The Year of Heroine Worship

Posted by Unknown On Monday, December 10, 2012 0 comments

The following article written by A.O. Scott was first published HERE in NYT.

Excerpt:

Ordinarily, the unemployment of a film critic would be the very definition of a dog-bites-man story, but the circumstances that separated Michael Calleri from his job at The Niagara Falls Reporter, a small weekly newspaper in upstate New York, were sufficiently peculiar — and also sufficiently resonant — to go a bit viral, stirring up a minor storm on the Internet and attracting the attention of a network morning-news show. This was a man-bites-man story that also turned out to be a man-freaks-out-about-women story. In a long narrative uploaded in November by Roger Ebert on The Chicago Sun-Times’s Web site, Calleri quoted an e-mail from his boss, Frank Parlato (curiously unnamed in the article), who had recently taken over as editor and publisher of The Reporter. Parlato was not, to put it mildly, a fan of Calleri’s movie reviews, but his real problem was with the movies themselves. “I don’t want to publish reviews of films where women are alpha and men are beta,” he wrote. “Where women are heroes and villains and men are just lesser versions or shadows of females.”

The specific movie that set the editor off was “Snow White and the Huntsman,” a retelling of the Grimm fairy tale starring Kristen Stewart and Charlize Theron as the disinherited princess and her vengeful stepmother. The picture’s apparent reversal of gender norms — this Snow White wears armor, wields a sword and leads an army into battle — struck Parlato (who does not seem to have seen it) as emblematic of “a Hollywood agenda of glorifying degenerate power women and promoting as natural the weakling, hyena-like men, cum eunuchs.”

A Hollywood agenda of glorifying powerful women — now that is news! Granting that Parlato’s rant seemed to emanate from the same zone of the culture-war id that undid a few Republican Senate candidacies this year, you might still be inclined to wonder if, in sensing a shift in the portrayal of women, he was onto something — or for that matter to hope that he might have been. After all, the contrary complaint — that Hollywood is a swamp of testosterone, turning out entertainment that marginalizes or condescends to women when it does not ignore them entirely — has been around much longer, and has, to say the least, a much stronger grounding in reality. Have things really changed that much?

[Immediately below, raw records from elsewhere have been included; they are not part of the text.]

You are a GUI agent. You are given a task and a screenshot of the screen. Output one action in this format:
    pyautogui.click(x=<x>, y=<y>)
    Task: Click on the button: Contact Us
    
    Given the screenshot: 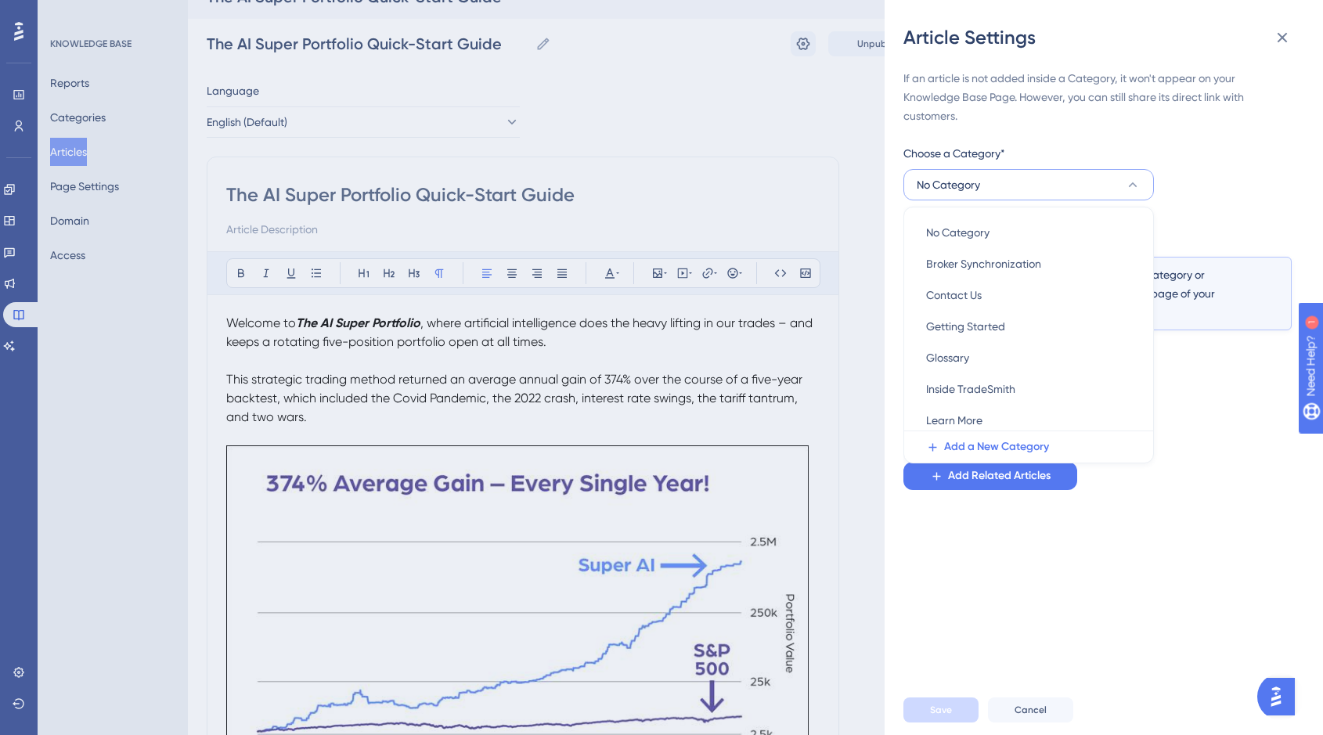 What is the action you would take?
    pyautogui.click(x=1028, y=295)
    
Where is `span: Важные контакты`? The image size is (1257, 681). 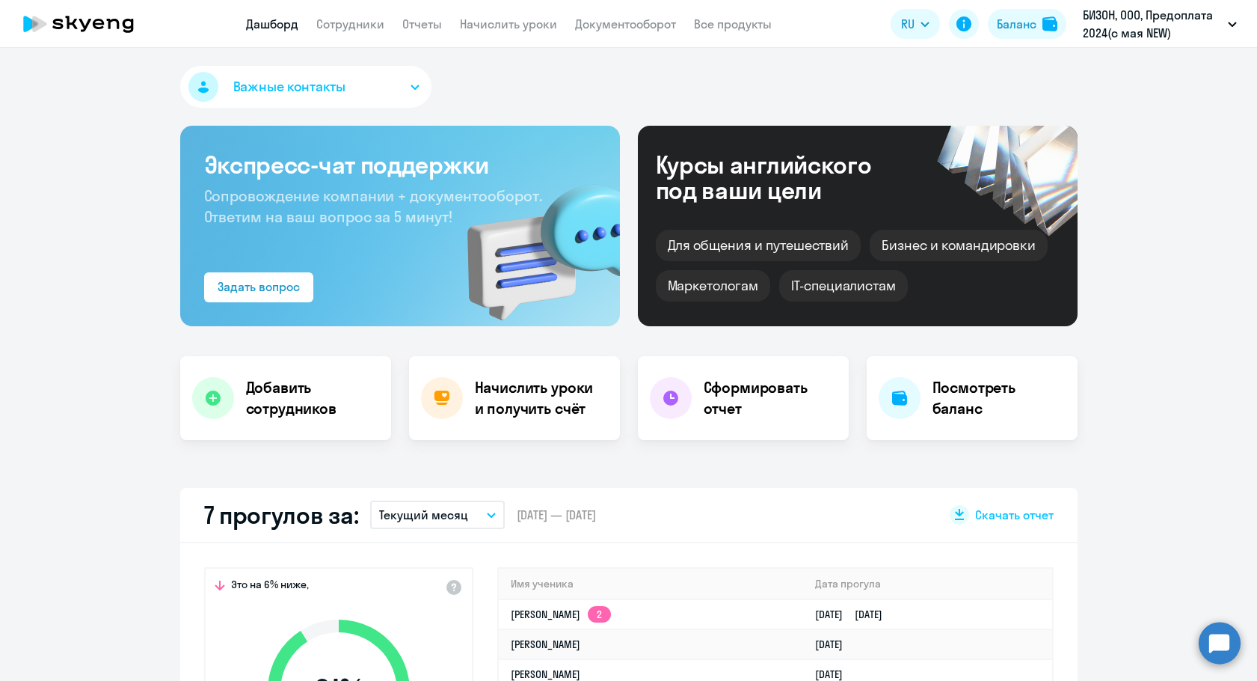 span: Важные контакты is located at coordinates (289, 87).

There is a smattering of evidence to support the impression that they have, because 2012 was, all in all, a pretty good year for movies and also a pretty good year for female heroism. In addition to “Snow White and the Huntsman,” there was “Brave,” whose flame-haired heroine, Merida, combined Disney-princess pluck with Pixar’s visual ingenuity; “The Hunger Games,” which drew on young-adult literature to find, in the resourceful person of Katniss Everdeen (played by Jennifer Lawrence), a new archetype of survivalist girl power; and perhaps best of all, “Beasts of the Southern Wild,” in which a scrappy child of the Louisiana bayou named Hushpuppy (the amazing Quvenzhané Wallis) faced down hurricanes, monsters and the power of the state. And we should not forget the culmination of the “Twilight” saga, speaking of Kristen Stewart, whose Bella Swan, grown from a sulky, indecisive teenager into a fiercely protective vampire mother, fought alongside her in-laws against the supernatural forces of evil. Forget about Team Jacob and Team Edward: it was Team Renesmee that triumphed in the end.